The first law of book reviewing is that you should always disclose your connections to an author. I have known Frank Buckley, author of The Way Back and a professor at the George Mason University law school, for 15 years, and he is my friend.

You’re not supposed to review books by your friends, but a corollary to this is that you can review books by your friends if you’d like them anyway. That’s the case here. Frank Buckley is a thoughtful writer who has interesting things to say and is well worth reading.

I have read three of Buckley’s books. The Morality of Laughter (2003) is an anatomy of comedy. The Once and Future King (2014) is a very provocative look at Constitutional history, which shows why the Framers rejected a parliamentary system and how America’s presidential system ultimately leads to sclerotic, statist government.

The Way Back: Restoring the Promise of America, as its title suggests, casts a glance at the way we live now. For many Americans, the way they live has been stagnating for most of this century. The cognitive elite—the “one per cent”—live like kings, but the middle and lower classes have stagnating or falling wages and few chances to rise.

For champions of limited government, neither major political party offers a reasonable answer. The Democrats are a big-government party who propose to double down on the policies that have produced the weakest recovery since World War II. And the Republicans nominated a dime-store strongman who wants to use trade barriers and tariffs to return the U.S. economy to the way it was in 1978.

Those of us who don’t think that Donald Trump in any way represents them should recognize that his rise represents legitimate voter concerns that need to be addressed. Buckley reminds us that it’s a fundamental tenet of conservatism that there should be mediating structures—social clubs, churches, nonprofits—that serve as buffers between the individual and the state. Conservatives “celebrate the fact that Americans are the world’s greatest joiners.” They would agree that nonprofits do a better job in aiding the poor than welfare offices do, and that people who belong to clubs are happier than people whose chief interaction with others is through a screen.

Income immobility, Buckley argues, decreases trust and weakens civil society. People whose incomes don’t rise are less likely to trust others and less likely to blame others for their problems. They’re also less likely to vote.

It’s also a problem that technological change is making it hard for low-skilled workers to advance. You don’t have to believe scary scenarios about how robots will become sentient and will kill us all to recognize that computers are drastically changing the labor force. A friend of mine spent the 1980s and the first half of the 1990s as a file clerk for a medium-sized health maintenance organization. She spent her days filing forms with about 15 other women, and spent much of the day chatting with the 80 percent of her brain not spent on filing. Increasing automation obliterated her job, and I think with electronic health records there are no more paper files.

Automation also makes it easier for foreign competitors to do low-level jobs for less money. In 1997, I spent several months at the Library of Congress Newspaper Reading Room doing archival newspaper research. About half the terminals were taken up by paralegals researching a case that involved reading a lot of old Oregon newspapers. Both sides in the case were there and I heard a lot of snickering when someone discovered something. But today the lawyers involved would digitize the newspapers, ship the files to India and have computers read the newspapers far faster than humans can.

So what can be done? Buckley suggests these five useful reforms:

  1. The first task is improving our education system. More school choice, either as charter schools or vouchers, would help, particularly if the funds can help low-income families get into schools where their children will work hard.
  2. Lowering corporate tax rates to Canadian levels and eliminating all loopholes, particularly those created to encourage social engineering. “It’s not the business of government to tell businesses how to make money, nor should it be the business of business to rent-seek.”
  3. Immigration reform should reduce the number of immigrants who are admitted because their families are here and increase the number admitted because they can bring in capital and create jobs.
  4. Reduce the large number of people in prison by slashing sentences for non-violent crimes and require that anyone in business convicted of a crime be found to have a “guilty mind” (mens rea).
  5. “Let all civil cases, tort or contract, in which any of the plaintiffs is in a different state from any of the plaintiffs be removable by the defendant from state to federal courts.” Such a change would reduce the money pipeline from out-of-state defendants to in-state plaintiffs, and eliminate the biases of state judges who are elected and who have to do a lot of fundraising to win their jobs.

There’s a lot more in this book, but let me leave you with this point: I hope you don’t think The Way Back is another piece of inside-the-Beltway Washington wonkery. Buckley is a graceful writer. And he is very well-read. In fact, he is perhaps one of the few people who can do regression analyses who has read Thomas Love Peacock.

The Way Back is a serious book about important issues of our time. But it’s also a pleasure to read.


■ Goal of the exercise ■
Which of the lines in the listing that follows hold "life"? Pull each one out.

####################

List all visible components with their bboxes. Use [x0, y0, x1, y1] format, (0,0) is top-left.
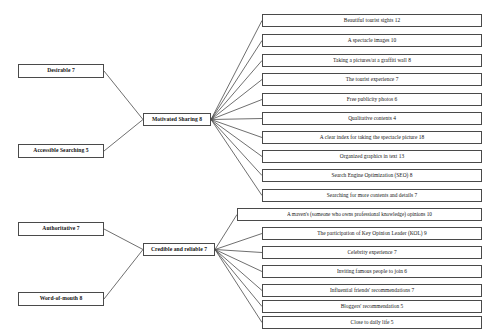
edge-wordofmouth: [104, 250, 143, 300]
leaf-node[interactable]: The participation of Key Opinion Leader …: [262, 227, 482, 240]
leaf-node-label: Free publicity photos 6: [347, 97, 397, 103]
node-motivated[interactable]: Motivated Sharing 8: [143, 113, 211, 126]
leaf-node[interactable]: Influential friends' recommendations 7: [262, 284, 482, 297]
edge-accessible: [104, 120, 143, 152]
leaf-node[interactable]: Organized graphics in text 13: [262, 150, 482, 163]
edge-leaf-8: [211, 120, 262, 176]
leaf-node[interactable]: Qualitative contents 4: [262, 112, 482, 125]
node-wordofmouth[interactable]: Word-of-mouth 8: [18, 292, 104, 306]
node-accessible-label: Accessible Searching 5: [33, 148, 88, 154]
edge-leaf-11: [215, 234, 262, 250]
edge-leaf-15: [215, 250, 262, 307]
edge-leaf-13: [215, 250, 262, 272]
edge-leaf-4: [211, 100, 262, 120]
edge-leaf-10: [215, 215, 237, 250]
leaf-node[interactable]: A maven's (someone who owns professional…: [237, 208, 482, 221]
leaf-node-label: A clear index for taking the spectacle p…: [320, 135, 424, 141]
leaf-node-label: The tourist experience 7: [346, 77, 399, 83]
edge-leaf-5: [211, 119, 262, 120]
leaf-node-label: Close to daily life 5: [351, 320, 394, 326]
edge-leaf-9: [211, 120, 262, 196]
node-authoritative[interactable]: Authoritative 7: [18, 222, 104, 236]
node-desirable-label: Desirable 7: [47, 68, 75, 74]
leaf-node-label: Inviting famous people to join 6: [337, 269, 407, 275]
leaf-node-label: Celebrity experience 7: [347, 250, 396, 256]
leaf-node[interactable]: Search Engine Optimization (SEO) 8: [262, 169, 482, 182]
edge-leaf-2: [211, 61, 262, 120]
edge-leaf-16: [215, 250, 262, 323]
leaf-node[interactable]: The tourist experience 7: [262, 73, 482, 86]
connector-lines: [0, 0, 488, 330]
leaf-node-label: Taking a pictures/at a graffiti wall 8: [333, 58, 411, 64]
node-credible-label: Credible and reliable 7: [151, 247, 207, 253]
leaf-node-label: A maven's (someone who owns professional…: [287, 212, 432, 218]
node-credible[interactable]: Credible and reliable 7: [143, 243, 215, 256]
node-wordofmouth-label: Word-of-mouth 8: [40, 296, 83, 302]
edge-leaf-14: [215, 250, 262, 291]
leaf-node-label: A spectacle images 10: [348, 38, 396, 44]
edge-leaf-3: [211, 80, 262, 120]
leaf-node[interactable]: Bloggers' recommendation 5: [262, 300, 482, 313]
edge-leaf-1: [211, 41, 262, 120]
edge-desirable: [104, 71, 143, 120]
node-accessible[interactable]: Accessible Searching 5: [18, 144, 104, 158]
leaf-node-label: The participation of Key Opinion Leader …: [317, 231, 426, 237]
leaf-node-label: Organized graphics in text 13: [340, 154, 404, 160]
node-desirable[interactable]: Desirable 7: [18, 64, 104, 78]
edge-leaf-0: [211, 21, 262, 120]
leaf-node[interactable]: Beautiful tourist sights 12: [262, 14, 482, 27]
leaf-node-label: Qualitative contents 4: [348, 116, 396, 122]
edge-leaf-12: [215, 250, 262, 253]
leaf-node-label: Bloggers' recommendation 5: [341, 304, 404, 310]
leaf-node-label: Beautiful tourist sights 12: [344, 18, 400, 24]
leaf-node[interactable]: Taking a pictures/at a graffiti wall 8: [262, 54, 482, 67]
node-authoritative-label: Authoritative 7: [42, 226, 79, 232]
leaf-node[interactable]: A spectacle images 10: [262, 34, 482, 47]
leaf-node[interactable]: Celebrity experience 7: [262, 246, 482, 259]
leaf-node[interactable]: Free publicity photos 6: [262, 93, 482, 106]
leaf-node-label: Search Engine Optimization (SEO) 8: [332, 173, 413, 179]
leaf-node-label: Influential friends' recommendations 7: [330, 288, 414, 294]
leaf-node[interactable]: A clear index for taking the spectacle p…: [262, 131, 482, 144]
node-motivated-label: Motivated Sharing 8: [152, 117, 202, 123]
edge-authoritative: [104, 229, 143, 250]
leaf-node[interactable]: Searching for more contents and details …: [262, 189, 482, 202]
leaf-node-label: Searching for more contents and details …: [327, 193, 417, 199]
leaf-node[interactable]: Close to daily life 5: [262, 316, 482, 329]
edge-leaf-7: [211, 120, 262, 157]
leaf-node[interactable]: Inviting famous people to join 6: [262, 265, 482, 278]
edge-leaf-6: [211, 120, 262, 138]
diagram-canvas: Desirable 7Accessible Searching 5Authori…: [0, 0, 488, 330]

####################

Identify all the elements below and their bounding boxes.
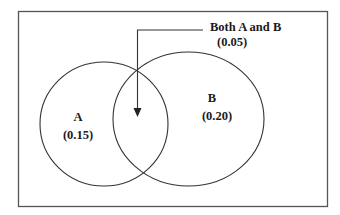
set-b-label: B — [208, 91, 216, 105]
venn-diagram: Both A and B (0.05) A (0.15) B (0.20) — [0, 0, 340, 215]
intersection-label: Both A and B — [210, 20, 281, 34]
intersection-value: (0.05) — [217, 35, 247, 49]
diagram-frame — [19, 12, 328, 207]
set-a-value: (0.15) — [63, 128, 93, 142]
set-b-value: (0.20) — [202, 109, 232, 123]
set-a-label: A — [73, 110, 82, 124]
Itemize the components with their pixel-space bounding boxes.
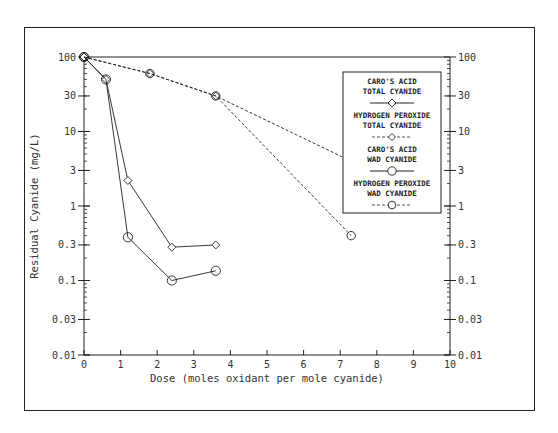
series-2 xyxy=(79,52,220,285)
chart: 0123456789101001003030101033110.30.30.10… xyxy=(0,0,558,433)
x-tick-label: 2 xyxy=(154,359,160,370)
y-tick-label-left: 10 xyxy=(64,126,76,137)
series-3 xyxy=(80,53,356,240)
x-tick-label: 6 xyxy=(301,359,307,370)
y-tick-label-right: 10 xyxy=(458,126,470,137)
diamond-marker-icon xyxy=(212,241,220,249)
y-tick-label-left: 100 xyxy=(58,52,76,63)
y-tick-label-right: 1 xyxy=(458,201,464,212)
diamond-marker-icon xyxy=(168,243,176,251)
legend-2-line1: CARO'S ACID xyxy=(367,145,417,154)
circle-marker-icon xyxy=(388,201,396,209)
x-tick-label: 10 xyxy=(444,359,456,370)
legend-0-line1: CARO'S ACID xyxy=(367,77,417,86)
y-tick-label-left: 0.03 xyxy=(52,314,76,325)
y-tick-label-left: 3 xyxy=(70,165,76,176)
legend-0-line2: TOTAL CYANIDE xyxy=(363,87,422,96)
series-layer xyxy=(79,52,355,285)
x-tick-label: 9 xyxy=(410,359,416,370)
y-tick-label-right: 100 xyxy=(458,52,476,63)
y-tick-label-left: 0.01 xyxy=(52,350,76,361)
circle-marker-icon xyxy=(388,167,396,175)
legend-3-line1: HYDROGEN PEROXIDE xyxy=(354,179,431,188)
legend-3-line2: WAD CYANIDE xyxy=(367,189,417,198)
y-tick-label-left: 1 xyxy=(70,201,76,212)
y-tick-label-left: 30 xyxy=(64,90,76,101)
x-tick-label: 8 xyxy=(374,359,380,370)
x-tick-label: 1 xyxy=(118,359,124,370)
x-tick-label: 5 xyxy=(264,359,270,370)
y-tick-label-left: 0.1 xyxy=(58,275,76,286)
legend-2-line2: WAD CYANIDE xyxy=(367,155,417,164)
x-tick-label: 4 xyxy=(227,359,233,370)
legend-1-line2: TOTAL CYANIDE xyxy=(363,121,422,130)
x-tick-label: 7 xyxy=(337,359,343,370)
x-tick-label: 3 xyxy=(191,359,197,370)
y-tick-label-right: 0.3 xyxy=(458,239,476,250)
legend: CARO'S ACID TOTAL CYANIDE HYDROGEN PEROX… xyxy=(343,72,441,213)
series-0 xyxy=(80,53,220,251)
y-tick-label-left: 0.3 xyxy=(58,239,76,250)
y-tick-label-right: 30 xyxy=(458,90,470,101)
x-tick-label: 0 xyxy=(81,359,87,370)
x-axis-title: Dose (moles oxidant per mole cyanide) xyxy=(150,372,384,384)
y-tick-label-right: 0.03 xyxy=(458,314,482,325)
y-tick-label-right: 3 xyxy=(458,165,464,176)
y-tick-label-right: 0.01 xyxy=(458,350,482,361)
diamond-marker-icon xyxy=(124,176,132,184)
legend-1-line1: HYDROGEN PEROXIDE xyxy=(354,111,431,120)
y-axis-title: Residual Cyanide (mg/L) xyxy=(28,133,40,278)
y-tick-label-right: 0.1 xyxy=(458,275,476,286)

####################

■ Exercise solution ■
leaf-node-label: Close to daily life 5: [351, 320, 394, 326]
leaf-node[interactable]: Close to daily life 5: [262, 316, 482, 329]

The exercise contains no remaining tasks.